Board members of the water agency which is overseeing the cleanup of Hinkley’s contaminated groundwater are beginning to see that the answer to that question may never be known.
And they want Lahontan Regional Water Quality Control Board officials to pursue finding out if a new study can reasonably be expected to determine how much chromium 6 was in the water before San Francisco-based Pacific Gas & Electric Co. began dumping it into unlined ponds, where it seeped in the groundwater, creating a plume that is thought to be more than 5 miles long and nearly 2 miles wide.
The question is important because it sets up what level PG & E needs to reach in order to return to the Hinkley Valley to its natural state.
For a time, water board officials and others thought they had that number.
A study PG & E commissioned at the request of the water board in 2007 found that upper end of the naturally occurring chromium 6 was 3.1 parts per billion.

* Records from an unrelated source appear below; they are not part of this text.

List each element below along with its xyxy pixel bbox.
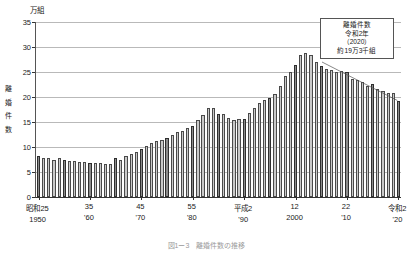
callout-line-1: 離婚件数 bbox=[322, 21, 392, 30]
callout-line-3: （2020） bbox=[322, 38, 392, 47]
divorce-count-chart: 万組 離 婚 件 数 05101520253035 昭和25195035'604… bbox=[0, 0, 413, 254]
callout-line-4: 約19万3千組 bbox=[322, 47, 392, 56]
callout-line-2: 令和2年 bbox=[322, 30, 392, 39]
peak-2020-callout: 離婚件数 令和2年 （2020） 約19万3千組 bbox=[320, 18, 394, 59]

But that study first came under fire by Hinkley residents and last year was discredited on several fronts by three scientists hired by the state to review its methodology. In a presentation to the water board Wednesday night in Barstow, Anne Holden, an engineering geologist on the staff of the Lahontan water agency, summarized those criticisms:
– The quality of laboratory sample analysis procedures.
– The types of wells used for the majority of the background study sampling.
– Statistical methods used to summarize groundwater sample results.
– Uncertainty in determining past chromium plume migration.
Holden said that all the criticisms can be corrected in a new study except one — determining the past chromium plume migration.
And that will be difficult because there are not records going back to the 1950s which can shed any light on the water use patterns going back some 60 years, she said.
Amy Horne was among several board members to advise the water board staff to pursue whether or not there can be a satisfactory way to uncover past plume migration so that pursuit of a new study would produce results that could be accepted by all.
“I don’t want us spending all kinds of money on a study which ultimately will produce nothing. We should be spending our money on the cleanup,” she said.
The board took no formal vote on the matter because they lacked a quorum.